Budget 2017: Oil and Gas decommissioning tax relief

United KingdomScotland

Wednesday’s Budget brought potentially welcome news for those involved in the North Sea’s burgeoning decommissioning industry. A review of decommissioning tax relief was announced, which may remove an effective barrier to smaller specialists taking on late-life fields.

Further details will be published in a discussion paper “on the case for allowing transfers of tax history between buyers and sellers” at the same time as will be available alongside the Finance Bill on 20 March. This will be followed by a review carried out by an advisory panel of industry experts, reporting at the Autumn Budget 2017. Such changes to the regime could be a significant step to opening up decommissioning in the North Sea, allowing specialist outfits to purchase late-life assets without effectively increasing the costs of decommissioning.

The current problem

Estimates for the cost of decommissioning oil and gas fields on the UK continental shelf have been put at around £50billion, spread over the next four decades. These costs can be carried back and set off against the historic profits of the company carrying out the decommissioning, triggering a repayment of tax. Given how high tax rates are on oil and gas activities, these repayments should significantly mitigate the cost of decommissioning.

Since HM Treasury will be making these tax repayments, all interests are aligned to carry out decommissioning efficiently while delivering maximum value from the UK’s remaining economic reserves. A natural approach would therefore be for smaller players that specialise in exploiting and decommissioning late-life fields to purchase such assets from current licensees, who specialise in producing rather than decommissioning.

The problem is that the tax relief that arises on decommissioning is only of value where there are historic profits for it to be set off against. In relation to petroleum revenue tax (which historically applied to specific older fields), contractual arrangements can allow a purchaser to benefit from tax repayments made to a previous owner. But in relation to ring fence corporation tax and the supplementary charge – the main taxes applying to O&G activities – though, the company carrying out the decommissioning must have its own historic profits to trigger a repayment.

For well-established companies that have held an interest in a producing field for some time, this is not a problem. For smaller companies without a significant tax history, however, it is likely that the full benefit of the tax relief will not be available.
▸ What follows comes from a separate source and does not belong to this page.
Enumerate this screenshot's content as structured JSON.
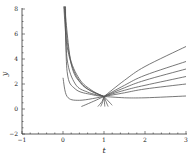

This can mean that the effective cost of decommissioning for a late-life asset buyer is higher than it would have been for the seller.

The potential solution

This issue has been recognised in the industry for some time, and has led to innovative structuring on M&A deals involving late-life assets to ensure that decommissioning can be carried out in a tax-efficient way (see Innovation: Making deals happen in North Sea Oil and Gas M&A). Such structures were aided by the clarification in last year’s Budget regarding tax relief for sellers that retain decommissioning liability. While the barrier described above remains, however, there will always be a limit to how economic it can be for a smaller player to take on a decommissioning liability.

This Budget suggests that the government is now seeking to address this. The details of the discussion paper and the subsequent proposals will be fascinating: the object is likely to be to seek to put a buyer in the position that the seller would have been in. Putting this simple statement into practice and managing the interests of sellers, buyers and the HM Treasury and HMRC is likely to be technically complex. The fact that the advisory panel will report in six months’ time does, though, suggest that there is some hope of this being dealt with quickly and, if successful, it could go a long way towards stimulating the already-growing UK decommissioning industry in the coming years.